Using each platform’s reported or estimated subscriber base size plus U.S. viewership data from analytics company Luminate, Owl & Co. assigns a score to original content produced by Netflix, Disney+, Hulu, Paramount+, Apple TV+, and more.

The score takes into account what percentage of services’ total subscribers are watching shows–so if 20% of Netflix’s 326 million subscribers and 20% of Peacock’s 33 million subscribers watched new shows on each of those platforms during one particular month, that viewership would be given the same score.

With this announcement, Owl & Co. debuted its first set of in-universe ratings, and even with weighting, Netflix dominated the field. Its sex podcaster comedy series Nobody Wants This snagged an in-universe rating of 20.4, which means 20.4% of its total subscriber based watched the show during that month.

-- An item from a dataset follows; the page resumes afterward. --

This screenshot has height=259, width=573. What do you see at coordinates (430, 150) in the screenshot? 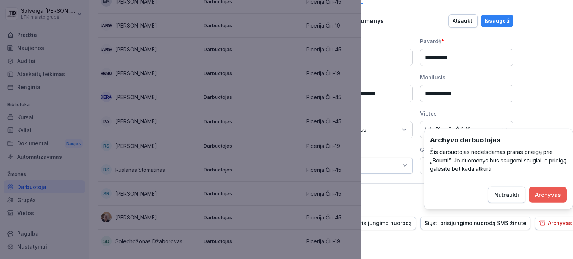
I see `font: Grupės` at bounding box center [430, 150].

It beat out Paramount+’s mafia series Tulsa King by nearly 4 points.

Here are Owl & Co.’s top 20 shows for October:

In addition to allowing streaming services to be judged against one another, Owl & Co.’s measurement provides some context for compensation, too: Lopez told Variety that the 20.4 rating for Nobody Wants This means the show’s writers are almost certain to qualify for the success bonus the Writer’s Guild of America secured during the strike last year, since it was watched by more than 20% of Netflix’s U.S. subscriber base within its first 90 days of release.

With Owl & Co. planning to continue releasing monthly ratings, we’ll have a better idea than ever of how many people are watching streaming shows–and what sort of competition these services all pose for one another.